Large farms in parts of the Colorado River Basin are paying little — and in some cases nothing — for federally supplied water, even as cities and residents are being asked to conserve, according to a new report.
The analysis from the Natural Resources Defense Council and UCLA examines federal water pricing in the Lower Colorado River Basin, which supplies major cities including Las Vegas, Phoenix and Los Angeles. The Colorado River system as a whole provides water to about 40 million people across the Mountain West and into Mexico.
The report finds that some large irrigation districts, which distribute water to large farms across thousands of acres, receive water from federal projects at prices far below what cities and households pay. Cities in the Lower Colorado River Basin, on average, pay more than $500 per acre-foot for water, while nearby irrigation districts tied to federal projects pay around $30 — or nothing at all.
“We can’t address growing water scarcity in the West while we’re still giving water away for free. That is a losing solution every day,” said Isabel Friedman with NRDC, one of the report’s authors.
Researchers say those pricing structures discourage conservation at a time when reservoirs such as Lake Mead and Lake Powell remain under strain after years of drought and rising temperatures.
The study argues that outdated federal water contracts and pricing policies shift costs onto taxpayers and local water agencies, while encouraging continued heavy use in some of the driest parts of the country.
“We are really setting ourselves up to pay huge costs in the future when we have to invest in new water sources, and when we have to make up for the decades of water mismanagement,” Friedman said.
The report urges Congress and federal water managers to overhaul decades-old water pricing, including adding a modest charge that reflects growing scarcity. The authors argue that even small price signals could reduce waste, fund long-delayed infrastructure repairs and help avoid far steeper costs as the West grows hotter and drier.
This story was produced by the Mountain West News Bureau, a collaboration between KUNR, Wyoming Public Media, Nevada Public Radio, Boise State Public Radio in Idaho, KUNC in Northern Colorado, KANW in New Mexico, Colorado Public Radio, KJZZ in Arizona and NPR, with additional support from affiliate newsrooms across the region. Funding for the Mountain West News Bureau is provided in part by the Corporation for Public Broadcasting and Eric and Wendy Schmidt.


Work task — Please report every line in the material below where the word "negative" is found.

Information supplied —
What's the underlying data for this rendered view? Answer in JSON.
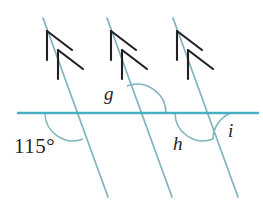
{
  "figure": {
    "type": "geometry-diagram",
    "background_color": "#ffffff"
  },
  "colors": {
    "horizontal_line": "#4aaec3",
    "parallel_lines": "#7fb3bd",
    "arrowhead": "#231f20",
    "arc": "#7fb3bd",
    "label_text": "#231f20"
  },
  "lines": {
    "horizontal": {
      "name": "horizontal-transversal",
      "x1": 18,
      "y1": 113,
      "x2": 258,
      "y2": 113,
      "stroke_width": 2.4
    },
    "parallels": [
      {
        "name": "parallel-line-1",
        "x1": 43,
        "y1": 18,
        "x2": 108,
        "y2": 197,
        "stroke_width": 1.7,
        "arrow_marks": 2
      },
      {
        "name": "parallel-line-2",
        "x1": 107,
        "y1": 18,
        "x2": 172,
        "y2": 197,
        "stroke_width": 1.7,
        "arrow_marks": 2
      },
      {
        "name": "parallel-line-3",
        "x1": 173,
        "y1": 18,
        "x2": 238,
        "y2": 197,
        "stroke_width": 1.7,
        "arrow_marks": 2
      }
    ]
  },
  "intersections": [
    {
      "name": "intersection-1",
      "x": 73,
      "y": 113
    },
    {
      "name": "intersection-2",
      "x": 137,
      "y": 113
    },
    {
      "name": "intersection-3",
      "x": 203,
      "y": 113
    }
  ],
  "angles": [
    {
      "id": "angle-115",
      "label": "115°",
      "value": 115,
      "unit": "degrees",
      "position": "below-left of intersection-1",
      "known": true
    },
    {
      "id": "angle-g",
      "label": "g",
      "value": null,
      "unit": "degrees",
      "position": "above-left of intersection-2",
      "known": false
    },
    {
      "id": "angle-h",
      "label": "h",
      "value": null,
      "unit": "degrees",
      "position": "below-left of intersection-3",
      "known": false
    },
    {
      "id": "angle-i",
      "label": "i",
      "value": null,
      "unit": "degrees",
      "position": "below-right of intersection-3",
      "known": false
    }
  ]
}
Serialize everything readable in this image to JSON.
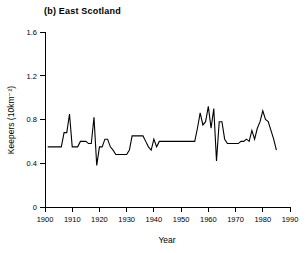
{
  "figure": {
    "panel_label": "(b) East Scotland",
    "background_color": "#ffffff",
    "line_color": "#000000"
  },
  "chart_data": {
    "type": "line",
    "title": "(b) East Scotland",
    "xlabel": "Year",
    "ylabel": "Keepers (10km⁻²)",
    "xlim": [
      1900,
      1990
    ],
    "ylim": [
      0,
      1.6
    ],
    "xticks": [
      1900,
      1910,
      1920,
      1930,
      1940,
      1950,
      1960,
      1970,
      1980,
      1990
    ],
    "xticklabels": [
      "1900",
      "1910",
      "1920",
      "1930",
      "1940",
      "1950",
      "1960",
      "1970",
      "1980",
      "1990"
    ],
    "yticks": [
      0,
      0.4,
      0.8,
      1.2,
      1.6
    ],
    "yticklabels": [
      "0",
      "0.4",
      "0.8",
      "1.2",
      "1.6"
    ],
    "grid": false,
    "legend": false,
    "series": [
      {
        "name": "East Scotland",
        "x": [
          1901,
          1902,
          1903,
          1904,
          1905,
          1906,
          1907,
          1908,
          1909,
          1910,
          1911,
          1912,
          1913,
          1914,
          1915,
          1916,
          1917,
          1918,
          1919,
          1920,
          1921,
          1922,
          1923,
          1924,
          1925,
          1926,
          1927,
          1928,
          1929,
          1930,
          1931,
          1932,
          1933,
          1934,
          1935,
          1936,
          1937,
          1938,
          1939,
          1940,
          1941,
          1942,
          1943,
          1944,
          1945,
          1946,
          1947,
          1948,
          1949,
          1950,
          1951,
          1952,
          1953,
          1954,
          1955,
          1956,
          1957,
          1958,
          1959,
          1960,
          1961,
          1962,
          1963,
          1964,
          1965,
          1966,
          1967,
          1968,
          1969,
          1970,
          1971,
          1972,
          1973,
          1974,
          1975,
          1976,
          1977,
          1978,
          1979,
          1980,
          1981,
          1982,
          1983,
          1984,
          1985
        ],
        "y": [
          0.55,
          0.55,
          0.55,
          0.55,
          0.55,
          0.55,
          0.68,
          0.68,
          0.85,
          0.55,
          0.55,
          0.55,
          0.6,
          0.6,
          0.6,
          0.58,
          0.58,
          0.82,
          0.38,
          0.55,
          0.55,
          0.62,
          0.62,
          0.55,
          0.52,
          0.48,
          0.48,
          0.48,
          0.48,
          0.48,
          0.52,
          0.65,
          0.65,
          0.65,
          0.65,
          0.65,
          0.6,
          0.55,
          0.52,
          0.62,
          0.55,
          0.6,
          0.6,
          0.6,
          0.6,
          0.6,
          0.6,
          0.6,
          0.6,
          0.6,
          0.6,
          0.6,
          0.6,
          0.6,
          0.6,
          0.72,
          0.86,
          0.75,
          0.78,
          0.92,
          0.72,
          0.9,
          0.42,
          0.78,
          0.78,
          0.62,
          0.58,
          0.58,
          0.58,
          0.58,
          0.58,
          0.6,
          0.6,
          0.62,
          0.6,
          0.7,
          0.62,
          0.72,
          0.78,
          0.88,
          0.8,
          0.78,
          0.7,
          0.62,
          0.52
        ]
      }
    ]
  }
}
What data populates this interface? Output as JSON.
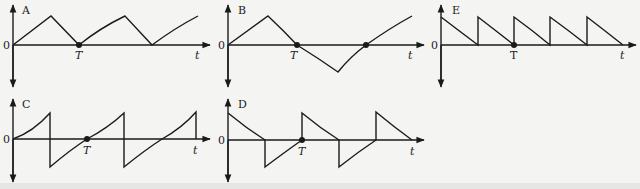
{
  "figure": {
    "background": "#f4f4f2",
    "ink_color": "#1a1a1a",
    "zero_label": "0",
    "time_label": "t",
    "period_label": "T",
    "panels": [
      {
        "id": "A",
        "label": "A",
        "description": "Triangular wave, positive only, returns to zero at T"
      },
      {
        "id": "B",
        "label": "B",
        "description": "Triangular wave alternating positive then negative, crosses zero at T"
      },
      {
        "id": "E",
        "label": "E",
        "description": "Decaying sawtooth pulses, positive only, multiple per T"
      },
      {
        "id": "C",
        "label": "C",
        "description": "Sawtooth rising curve with sharp drops, alternating sign"
      },
      {
        "id": "D",
        "label": "D",
        "description": "Decaying pulses alternating positive and negative"
      }
    ]
  }
}
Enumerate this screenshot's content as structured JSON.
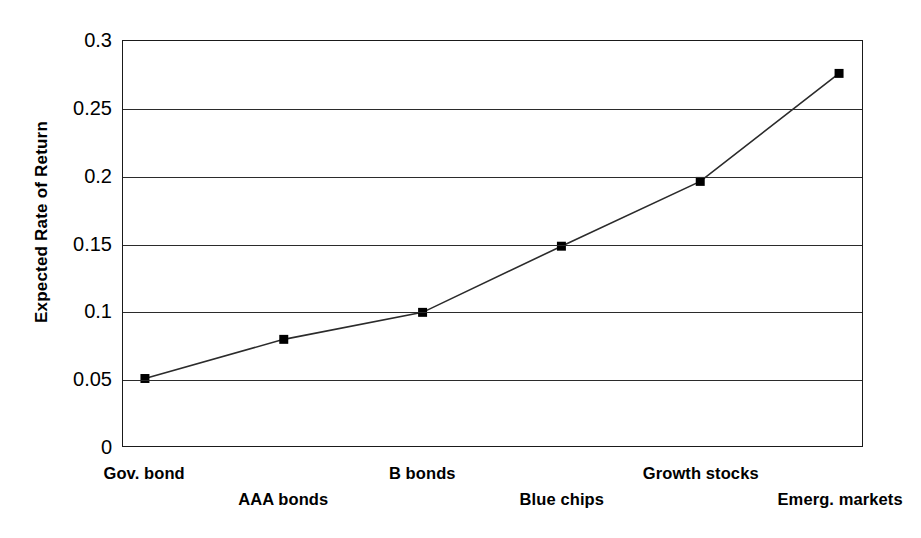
{
  "chart_data": {
    "type": "line",
    "title": "",
    "xlabel": "",
    "ylabel": "Expected Rate of Return",
    "categories": [
      "Gov. bond",
      "AAA bonds",
      "B bonds",
      "Blue chips",
      "Growth stocks",
      "Emerg. markets"
    ],
    "values": [
      0.05,
      0.079,
      0.099,
      0.148,
      0.196,
      0.276
    ],
    "series": [
      {
        "name": "Expected Rate of Return",
        "values": [
          0.05,
          0.079,
          0.099,
          0.148,
          0.196,
          0.276
        ]
      }
    ],
    "ylim": [
      0,
      0.3
    ],
    "ytick_labels": [
      "0.3",
      "0.25",
      "0.2",
      "0.15",
      "0.1",
      "0.05",
      "0"
    ],
    "ytick_values": [
      0.3,
      0.25,
      0.2,
      0.15,
      0.1,
      0.05,
      0
    ],
    "grid": true,
    "grid_axis": "y",
    "legend": false,
    "legend_position": "none",
    "marker": "square",
    "marker_color": "#000000",
    "line_color": "#2b2b2b",
    "plot_background": "#ffffff",
    "xtick_marks": false,
    "xlabel_stagger": true,
    "annotations": []
  },
  "axes": {
    "y_title": "Expected Rate of Return"
  }
}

Response box —
        "description": "Triangular wave alternating positive then negative, crosses zero at T"
        "description": "Decaying pulses alternating positive and negative"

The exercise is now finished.